Addressing hidden burdens can help women GPs build rewarding careers
· News-MedicalThe conditions that could help women GPs build long and rewarding careers already exist, but they are routinely undermined in everyday practice, according to a new review led by the University of Surrey.
Published in the British Journal of General Practice, the review brings together evidence on what helps women GPs thrive at work, at a time when general practice is under serious strain. GP appointments have risen by 14 per cent since 2019, and around a third of GPs say they plan to leave the profession within five years. Women make up more than half of the GP workforce, which makes keeping and supporting them a priority for patient care.
The review found that women GPs value spending longer with patients, asking about feelings and circumstances as well as symptoms, and that they find this kind of care meaningful. The same work, though, comes at a cost. Women GPs tend to attract more complex appointments, including mental health and women's health, because patients expect them to be more empathetic and understanding. That extra time is rarely recognised or rewarded, which lengthens their working hours and raises the risk of burnout.
Drawing on 72 documents (peer-reviewed research and policy documents), the researchers identified the conditions that help women thrive, including social support, flexible scheduling, mentoring, positive role models and time for high-quality interactions with patients and colleagues. In practice, these conditions sit alongside forces that pull the other way, such as gender-based mistreatment, unequally shared workloads and career development that happens outside contracted hours. The review also found that the evidence base leans heavily on women adapting their own circumstances, through part-time working or reshaping their roles, rather than on changing the system around them.
There is no shortage of ideas about what helps, from flexible scheduling to mentoring and supportive teams. What is missing is a shift in responsibility. Helping women GPs thrive cannot be left to women alone. It needs employers, the NHS and regulators to act, because retaining this part of the workforce matters to every patient who needs an appointment." Dr. Ruth Abrams, Associate Professor, University of Surrey and Principle Investigator of the studyWhat stands out is that women GPs often find the most demanding parts of the job, the long and emotionally complex consultations, the most meaningful. The trouble is that the system treats this work as invisible. We keep asking individual women to adapt, rather than asking why the conditions that would help them thrive are so easily undone.

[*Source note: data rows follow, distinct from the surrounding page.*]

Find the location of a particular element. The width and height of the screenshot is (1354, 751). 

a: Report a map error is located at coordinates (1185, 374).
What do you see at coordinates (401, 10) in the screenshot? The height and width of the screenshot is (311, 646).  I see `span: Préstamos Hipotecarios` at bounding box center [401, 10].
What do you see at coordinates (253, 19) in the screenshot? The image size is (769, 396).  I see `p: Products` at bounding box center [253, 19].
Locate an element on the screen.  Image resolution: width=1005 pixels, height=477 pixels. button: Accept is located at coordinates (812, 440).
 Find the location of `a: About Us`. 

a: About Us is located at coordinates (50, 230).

Women GPs also face one of the worst pay gaps in medicine, and the review notes that part-time working is often neither acknowledged nor valued, even though part-time GPs can end up working full-time hours given the intensity of the role.

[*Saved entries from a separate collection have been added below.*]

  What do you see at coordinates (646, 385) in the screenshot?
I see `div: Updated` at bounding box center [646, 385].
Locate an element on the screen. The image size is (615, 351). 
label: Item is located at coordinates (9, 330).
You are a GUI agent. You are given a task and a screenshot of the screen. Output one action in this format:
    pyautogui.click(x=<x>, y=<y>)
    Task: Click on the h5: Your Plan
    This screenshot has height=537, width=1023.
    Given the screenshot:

Dr Victoria Williams, Research Fellow at the University of Surrey and co-author of the study, said:
"Women make up more than half of all GPs, yet much of the evidence still frames their wellbeing as a personal problem to solve. Our review tried to turn that around, looking at what the wider system can change so that more women can build long and rewarding careers in general practice."

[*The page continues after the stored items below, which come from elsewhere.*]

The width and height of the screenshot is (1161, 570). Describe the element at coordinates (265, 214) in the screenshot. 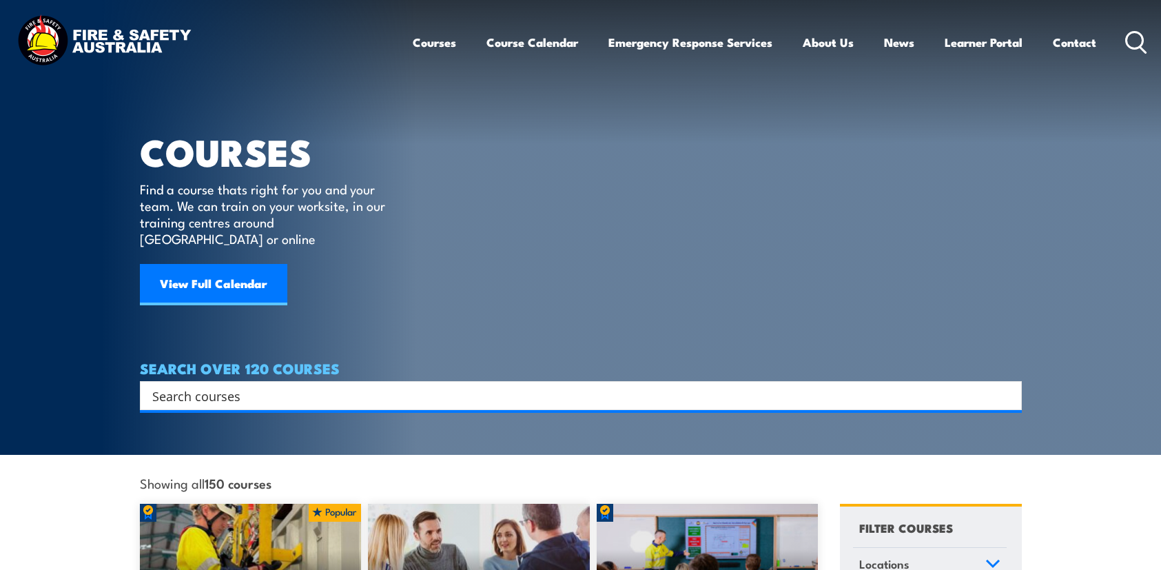

I see `p: Find a course thats right for you and your team. We can train on your worksite, in our training c...` at that location.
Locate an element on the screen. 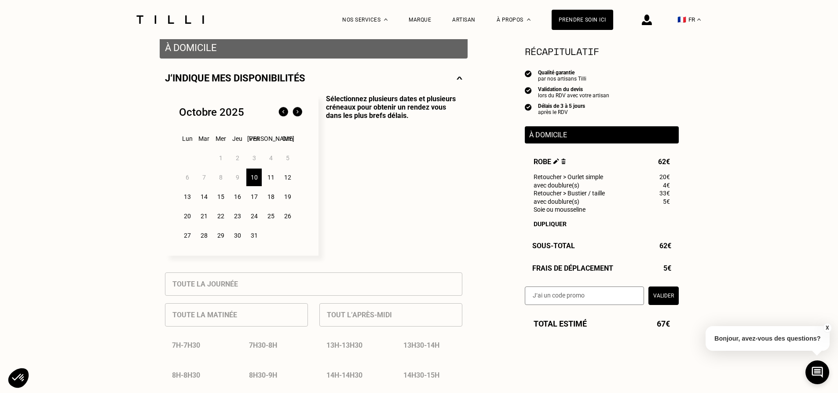 The image size is (838, 393). div: 15 is located at coordinates (221, 197).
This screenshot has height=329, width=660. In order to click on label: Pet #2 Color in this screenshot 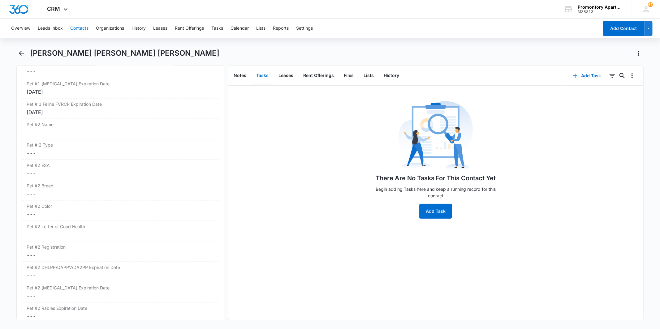, I will do `click(120, 206)`.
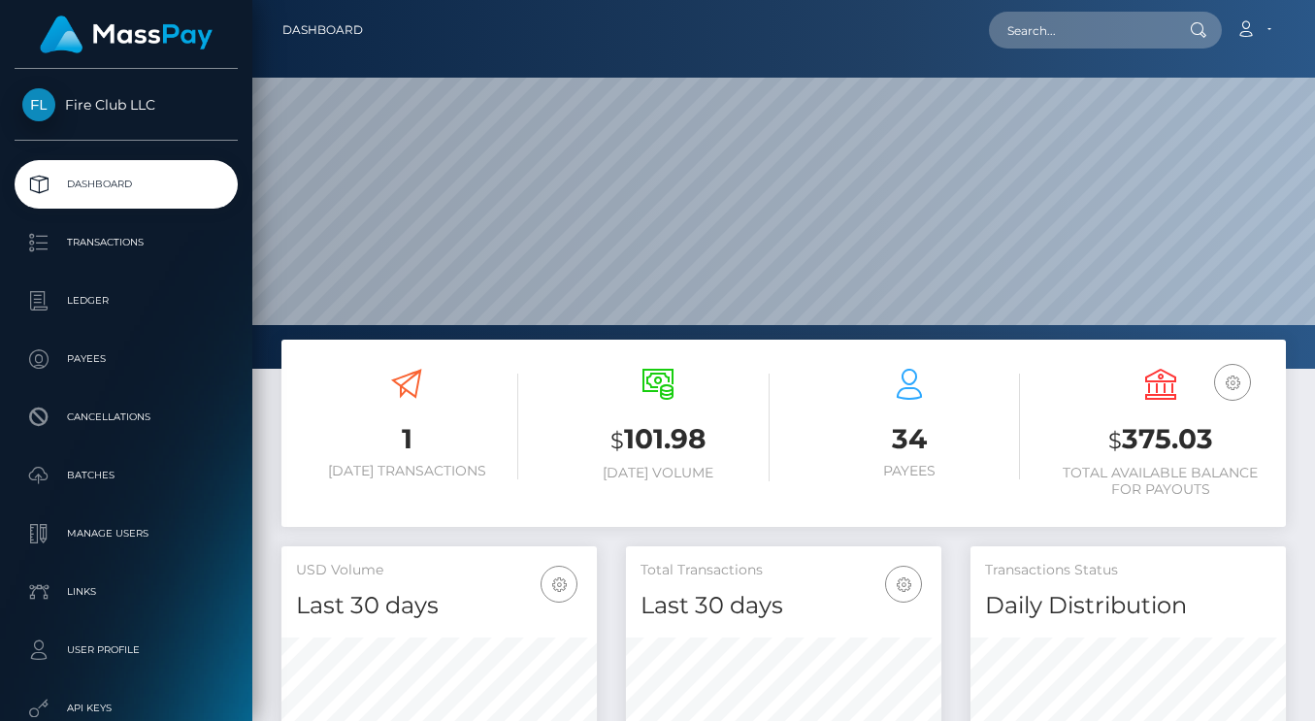 The width and height of the screenshot is (1315, 721). I want to click on p: Links, so click(126, 592).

The team identified clear gaps in the evidence, including how ethnicity, disability and neurodivergence shape women GPs' experiences, how reproductive health is supported at work, and the experiences of women GPs who are childless or childfree.
The authors recommend that a committee, led by organisations including Local Medical Committees, the Royal College of General Practitioners, the British Medical Association and the Medical Women's Federation, is set up to push for the policy changes needed to support women GPs.
Speaking of how the committee could work Dr Abrams said:
"This committee, if established, needs to lobby for workforce sustainability, fairness and productivity to be addressed through system design, not individual resilience. Practically speaking, this might look like exploring the possibilities for: mandating flexibility as a workforce standard; reforming workload measures; introducing fairness first workload frameworks; investment in career development and leadership pathways; and measuring and evaluating equity and wellbeing impacts."
The study was funded by the National Institute for Health and Care Research (NIHR).